Apple will purchase close to eightBILLION dollars in parts from Samsung for the iSeries of products this year alone, making Apple Samsung’s largest customer. Samsung is also Apple’s largest competitor and TSMC’s most viable competitive foundry threat so it was no surprise to see Apple and TSMC team up on the next generations of… Read More
Tag: samsung
Battle of the Patents
What’s going on in all these wireless patent battles? And why?

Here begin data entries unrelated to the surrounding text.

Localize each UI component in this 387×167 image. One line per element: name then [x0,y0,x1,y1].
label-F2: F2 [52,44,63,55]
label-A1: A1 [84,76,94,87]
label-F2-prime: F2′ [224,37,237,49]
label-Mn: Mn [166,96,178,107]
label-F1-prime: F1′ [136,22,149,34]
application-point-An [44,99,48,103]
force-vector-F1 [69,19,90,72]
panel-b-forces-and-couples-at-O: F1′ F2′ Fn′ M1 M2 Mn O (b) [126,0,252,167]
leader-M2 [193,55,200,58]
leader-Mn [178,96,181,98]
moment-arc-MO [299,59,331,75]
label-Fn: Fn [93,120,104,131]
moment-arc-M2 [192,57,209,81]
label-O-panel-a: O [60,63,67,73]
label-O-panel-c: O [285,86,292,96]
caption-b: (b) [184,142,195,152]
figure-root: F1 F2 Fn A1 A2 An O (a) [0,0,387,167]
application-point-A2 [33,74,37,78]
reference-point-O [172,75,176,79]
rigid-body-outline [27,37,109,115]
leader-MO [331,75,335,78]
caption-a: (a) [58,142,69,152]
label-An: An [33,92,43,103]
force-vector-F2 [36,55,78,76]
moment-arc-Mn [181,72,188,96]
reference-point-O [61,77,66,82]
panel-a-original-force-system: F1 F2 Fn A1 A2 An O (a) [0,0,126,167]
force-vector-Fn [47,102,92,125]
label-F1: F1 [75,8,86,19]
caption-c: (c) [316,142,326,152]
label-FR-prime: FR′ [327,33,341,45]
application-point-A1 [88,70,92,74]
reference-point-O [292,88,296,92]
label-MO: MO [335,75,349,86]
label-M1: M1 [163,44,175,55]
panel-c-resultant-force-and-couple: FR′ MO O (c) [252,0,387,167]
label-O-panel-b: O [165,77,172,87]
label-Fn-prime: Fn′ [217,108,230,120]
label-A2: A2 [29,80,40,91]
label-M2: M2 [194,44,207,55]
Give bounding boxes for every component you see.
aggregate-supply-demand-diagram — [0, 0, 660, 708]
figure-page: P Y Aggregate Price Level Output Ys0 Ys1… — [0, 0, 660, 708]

The first thing to understand is that implementing most (all?) wireless standards involves infringing on certain “essential patents.” The word “essential” means that if you meet the standard, you infringe the patent, there is no way around it. You can’t build a CDMA… Read More
Cadence VIP Enables Users to be First-to-Market with Mobile Devices Leveraging Latest MIPI, LPDDR3 and USB 3.0 OTG Standards
The mobile devices market is simply exploding, with smartphones shipmentgoing up to the sky, tabletsemerging so fast that some people think it will replace PC (but this is still to be confirmed…). This lead mobile SoC designs to integrate increasingly more features, to support customer needs for more computing power and sophisticated… Read More
Apple Plays Saudi Arabia’s Role in the Semiconductor Market
The retirement of Steve Jobs left most commentators wondering if Tim Cook could lead Apple marching ever onward and upward. In truth, Tim Cook’s contribution on the operations side has been just as instrumental in the destruction of Apple’s PC and consumer electronics competitors as Jobs’ product vision. Under Tim Cook’s guidance,… Read More
Will AMD and Samsung Battle Intel and Micron?

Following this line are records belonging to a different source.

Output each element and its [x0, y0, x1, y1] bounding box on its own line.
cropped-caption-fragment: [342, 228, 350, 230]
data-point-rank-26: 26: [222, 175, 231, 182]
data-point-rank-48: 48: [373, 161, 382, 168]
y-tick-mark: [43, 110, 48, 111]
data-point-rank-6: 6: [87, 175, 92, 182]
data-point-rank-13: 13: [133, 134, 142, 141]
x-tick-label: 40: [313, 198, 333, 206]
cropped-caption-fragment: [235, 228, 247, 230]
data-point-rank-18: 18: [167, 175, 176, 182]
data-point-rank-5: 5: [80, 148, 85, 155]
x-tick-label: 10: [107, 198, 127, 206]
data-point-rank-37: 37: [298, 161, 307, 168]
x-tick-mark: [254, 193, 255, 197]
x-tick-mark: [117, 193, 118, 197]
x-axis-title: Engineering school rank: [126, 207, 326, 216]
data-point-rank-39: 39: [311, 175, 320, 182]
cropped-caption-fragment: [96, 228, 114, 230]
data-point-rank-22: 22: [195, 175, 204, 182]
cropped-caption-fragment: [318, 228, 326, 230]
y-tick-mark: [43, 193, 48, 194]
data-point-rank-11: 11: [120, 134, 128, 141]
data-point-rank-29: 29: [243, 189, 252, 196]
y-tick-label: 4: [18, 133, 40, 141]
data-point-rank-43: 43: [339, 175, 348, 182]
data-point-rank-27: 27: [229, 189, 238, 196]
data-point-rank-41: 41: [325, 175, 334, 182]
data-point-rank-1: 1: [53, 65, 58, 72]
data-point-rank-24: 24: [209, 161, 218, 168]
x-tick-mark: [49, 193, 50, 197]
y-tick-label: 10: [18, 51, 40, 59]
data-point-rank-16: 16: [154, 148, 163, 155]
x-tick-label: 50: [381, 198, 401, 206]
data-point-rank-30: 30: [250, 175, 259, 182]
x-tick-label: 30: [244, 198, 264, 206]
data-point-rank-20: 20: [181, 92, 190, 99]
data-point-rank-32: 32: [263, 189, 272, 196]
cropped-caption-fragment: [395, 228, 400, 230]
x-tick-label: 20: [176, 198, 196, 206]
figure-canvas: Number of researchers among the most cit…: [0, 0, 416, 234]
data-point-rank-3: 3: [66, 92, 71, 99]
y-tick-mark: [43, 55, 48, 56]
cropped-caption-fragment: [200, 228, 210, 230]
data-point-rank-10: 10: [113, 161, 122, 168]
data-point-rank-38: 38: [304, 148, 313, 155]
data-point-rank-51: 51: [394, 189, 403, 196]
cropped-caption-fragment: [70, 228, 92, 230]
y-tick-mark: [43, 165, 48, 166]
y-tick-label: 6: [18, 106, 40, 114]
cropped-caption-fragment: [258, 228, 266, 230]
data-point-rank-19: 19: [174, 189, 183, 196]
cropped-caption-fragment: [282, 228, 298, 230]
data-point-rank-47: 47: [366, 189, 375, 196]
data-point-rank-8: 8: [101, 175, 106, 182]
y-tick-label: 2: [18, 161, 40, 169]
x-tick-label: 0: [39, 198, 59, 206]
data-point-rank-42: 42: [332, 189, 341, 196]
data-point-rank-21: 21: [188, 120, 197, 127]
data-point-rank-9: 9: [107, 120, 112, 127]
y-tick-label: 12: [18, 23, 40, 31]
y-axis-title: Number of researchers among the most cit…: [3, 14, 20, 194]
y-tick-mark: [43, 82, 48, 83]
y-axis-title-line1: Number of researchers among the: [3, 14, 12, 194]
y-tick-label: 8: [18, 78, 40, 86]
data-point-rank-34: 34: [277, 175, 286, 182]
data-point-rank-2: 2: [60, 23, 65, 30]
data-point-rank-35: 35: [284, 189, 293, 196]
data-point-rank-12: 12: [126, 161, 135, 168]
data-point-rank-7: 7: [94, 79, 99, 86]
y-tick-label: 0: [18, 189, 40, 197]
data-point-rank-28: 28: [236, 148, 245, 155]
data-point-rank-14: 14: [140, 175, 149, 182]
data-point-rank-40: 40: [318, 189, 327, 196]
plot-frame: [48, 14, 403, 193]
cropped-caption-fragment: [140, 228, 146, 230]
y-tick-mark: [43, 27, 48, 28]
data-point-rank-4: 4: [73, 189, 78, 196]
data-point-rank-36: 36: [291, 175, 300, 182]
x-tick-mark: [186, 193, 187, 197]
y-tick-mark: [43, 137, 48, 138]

We received some good feedback from our article on Intel’s Back to the Future Buy of Micron and I thought I would present another story line that gives readers a better perspective of what may be possibly coming down the road. In this case, it is the story of AMD and Samsung partnering to counter Intel’s platform play with Micron. The… Read More
Intel’s Back to the Future Buy of Micron
In an interview that Gordon Moore gave in early 2000, the former co-founder of Intel recounted how they abandoned the DRAM market in the early 1980s in order to exit the increasingly unprofitable business and focus on the promising, yet still young x86 processor market. Intel was also home to EEPROM and NOR Flash, two memory technologies… Read More
Smartphones shipments, Sky is the limit…
…or a global recession, but that’s not the purpose of this blog. As everybody knows, Apple is designing and selling smartphones, only. Does it mean that only smartphones are generating profit in the mobile industry? As we have seen recently in Semiwiki, Apple makes 2/3 of profit of entire mobile industry.

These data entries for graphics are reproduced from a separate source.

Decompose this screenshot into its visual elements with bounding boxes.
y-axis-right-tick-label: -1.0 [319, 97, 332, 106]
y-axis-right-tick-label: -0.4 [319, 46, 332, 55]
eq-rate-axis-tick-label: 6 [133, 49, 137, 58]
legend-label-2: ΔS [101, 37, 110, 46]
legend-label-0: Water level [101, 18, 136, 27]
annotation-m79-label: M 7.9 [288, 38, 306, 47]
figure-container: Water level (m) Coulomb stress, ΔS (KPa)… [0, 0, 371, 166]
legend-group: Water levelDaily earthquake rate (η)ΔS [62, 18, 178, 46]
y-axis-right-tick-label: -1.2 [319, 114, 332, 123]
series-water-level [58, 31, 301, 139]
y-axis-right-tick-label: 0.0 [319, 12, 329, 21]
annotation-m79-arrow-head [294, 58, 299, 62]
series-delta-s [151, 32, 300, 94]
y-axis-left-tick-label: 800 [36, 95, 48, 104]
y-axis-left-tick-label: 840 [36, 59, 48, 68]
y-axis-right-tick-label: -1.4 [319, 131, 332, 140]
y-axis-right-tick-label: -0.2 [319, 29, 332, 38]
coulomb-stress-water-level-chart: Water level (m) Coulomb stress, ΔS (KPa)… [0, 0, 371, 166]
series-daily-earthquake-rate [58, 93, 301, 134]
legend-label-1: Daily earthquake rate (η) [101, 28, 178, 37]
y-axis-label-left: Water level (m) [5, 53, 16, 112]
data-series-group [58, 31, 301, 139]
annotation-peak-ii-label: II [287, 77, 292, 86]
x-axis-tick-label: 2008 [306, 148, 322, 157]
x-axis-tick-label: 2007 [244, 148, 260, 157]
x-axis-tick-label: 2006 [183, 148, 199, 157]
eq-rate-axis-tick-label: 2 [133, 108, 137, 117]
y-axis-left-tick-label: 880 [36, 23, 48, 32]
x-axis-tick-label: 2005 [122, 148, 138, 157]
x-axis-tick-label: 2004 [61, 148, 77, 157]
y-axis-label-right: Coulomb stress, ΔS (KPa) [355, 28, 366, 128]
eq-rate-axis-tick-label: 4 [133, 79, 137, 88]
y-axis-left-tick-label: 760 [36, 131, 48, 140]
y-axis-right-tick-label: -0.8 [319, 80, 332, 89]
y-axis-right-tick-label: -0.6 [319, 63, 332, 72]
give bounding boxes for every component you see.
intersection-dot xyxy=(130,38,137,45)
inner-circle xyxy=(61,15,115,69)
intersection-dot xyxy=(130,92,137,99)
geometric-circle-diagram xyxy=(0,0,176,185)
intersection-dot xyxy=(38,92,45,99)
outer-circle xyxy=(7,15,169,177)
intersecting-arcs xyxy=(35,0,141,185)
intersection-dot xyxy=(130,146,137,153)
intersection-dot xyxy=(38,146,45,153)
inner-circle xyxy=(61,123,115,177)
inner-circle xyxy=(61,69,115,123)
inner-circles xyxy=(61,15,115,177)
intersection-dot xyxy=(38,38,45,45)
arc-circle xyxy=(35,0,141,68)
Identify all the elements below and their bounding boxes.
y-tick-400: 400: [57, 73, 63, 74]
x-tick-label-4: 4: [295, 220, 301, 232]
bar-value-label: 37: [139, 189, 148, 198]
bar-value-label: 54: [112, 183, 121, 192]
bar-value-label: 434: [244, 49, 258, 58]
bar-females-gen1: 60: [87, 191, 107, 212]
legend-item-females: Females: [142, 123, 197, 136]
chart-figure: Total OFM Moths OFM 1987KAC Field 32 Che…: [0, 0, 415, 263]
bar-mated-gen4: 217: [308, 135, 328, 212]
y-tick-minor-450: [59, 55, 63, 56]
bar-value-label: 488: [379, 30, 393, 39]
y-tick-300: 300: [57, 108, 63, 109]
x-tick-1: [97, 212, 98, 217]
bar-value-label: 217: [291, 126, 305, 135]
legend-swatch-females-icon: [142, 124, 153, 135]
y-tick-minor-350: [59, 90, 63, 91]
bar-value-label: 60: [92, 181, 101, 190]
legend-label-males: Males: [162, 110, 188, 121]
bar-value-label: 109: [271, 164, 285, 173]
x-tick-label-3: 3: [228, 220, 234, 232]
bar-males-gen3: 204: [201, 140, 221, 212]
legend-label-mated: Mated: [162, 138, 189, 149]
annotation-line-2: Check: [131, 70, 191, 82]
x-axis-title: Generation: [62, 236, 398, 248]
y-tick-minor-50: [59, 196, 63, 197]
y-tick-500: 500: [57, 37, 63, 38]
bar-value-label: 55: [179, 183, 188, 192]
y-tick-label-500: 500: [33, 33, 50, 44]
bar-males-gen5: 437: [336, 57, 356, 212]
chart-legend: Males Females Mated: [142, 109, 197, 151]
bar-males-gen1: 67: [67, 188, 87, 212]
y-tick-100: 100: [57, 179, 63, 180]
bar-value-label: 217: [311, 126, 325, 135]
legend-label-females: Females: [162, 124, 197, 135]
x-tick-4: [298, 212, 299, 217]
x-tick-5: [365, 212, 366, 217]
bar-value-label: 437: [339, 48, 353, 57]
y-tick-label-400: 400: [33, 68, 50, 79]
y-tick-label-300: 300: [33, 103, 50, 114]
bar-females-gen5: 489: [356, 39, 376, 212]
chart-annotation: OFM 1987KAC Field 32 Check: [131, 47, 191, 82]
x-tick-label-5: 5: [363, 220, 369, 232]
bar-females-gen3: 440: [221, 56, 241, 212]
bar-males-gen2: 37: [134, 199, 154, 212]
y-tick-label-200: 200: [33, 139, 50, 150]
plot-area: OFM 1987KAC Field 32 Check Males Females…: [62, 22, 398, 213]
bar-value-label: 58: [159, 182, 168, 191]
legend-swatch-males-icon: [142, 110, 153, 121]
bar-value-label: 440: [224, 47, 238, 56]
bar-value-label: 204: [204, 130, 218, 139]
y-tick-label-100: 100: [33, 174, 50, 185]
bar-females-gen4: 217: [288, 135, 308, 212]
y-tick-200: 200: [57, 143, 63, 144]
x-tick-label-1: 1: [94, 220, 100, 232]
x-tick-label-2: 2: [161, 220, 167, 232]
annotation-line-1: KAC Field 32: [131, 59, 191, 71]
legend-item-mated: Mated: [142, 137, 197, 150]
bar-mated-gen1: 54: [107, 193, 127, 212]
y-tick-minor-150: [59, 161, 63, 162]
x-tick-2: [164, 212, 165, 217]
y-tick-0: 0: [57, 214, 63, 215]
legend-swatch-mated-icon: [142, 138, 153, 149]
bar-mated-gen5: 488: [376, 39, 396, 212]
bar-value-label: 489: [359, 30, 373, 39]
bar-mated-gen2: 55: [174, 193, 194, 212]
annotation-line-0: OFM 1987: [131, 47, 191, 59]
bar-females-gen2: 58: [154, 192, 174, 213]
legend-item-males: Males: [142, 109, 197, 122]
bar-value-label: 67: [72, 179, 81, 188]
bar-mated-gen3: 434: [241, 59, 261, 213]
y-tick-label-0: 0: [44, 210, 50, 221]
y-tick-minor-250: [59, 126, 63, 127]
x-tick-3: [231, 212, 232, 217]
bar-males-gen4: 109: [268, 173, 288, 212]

Let’s have a look (below)… Read More
Samsung to Acquire AMD?
Don’t get me wrong, I’m a big fan of AMD, I buy AMD based products whenever possible to prevent an innovation stifling Intel monopoly. Unfortunately Silicon Valley coffee house conversations continue to paint a bleak picture for AMD, even with a recent stock surge on better than expected revenue guidance for the rest of 2011. I’m… Read More
Apple makes 2/3 of profits of entire mobile industry
This is an amazing picture (click to enlarge). Apple now makes 2/3 of all the profit in the entire mobile handset industry. And that is the entire handset industry, not just smartphones where it has also blown past Nokia to become number one (although there are more Android handsets than iOS, those handsets are spread across multiple… Read More
And it’s Intel at 22nm but wait, Samsung slips ahead by 2nm…
Another announcement of interest, given all the discussion of Intel’s 22nm process around here, is that Samsung (along with ARM, Cadence and Synopsys) announced that they have taped out a 20nm ARM test-chip (using a Synopsys/Cadence flow).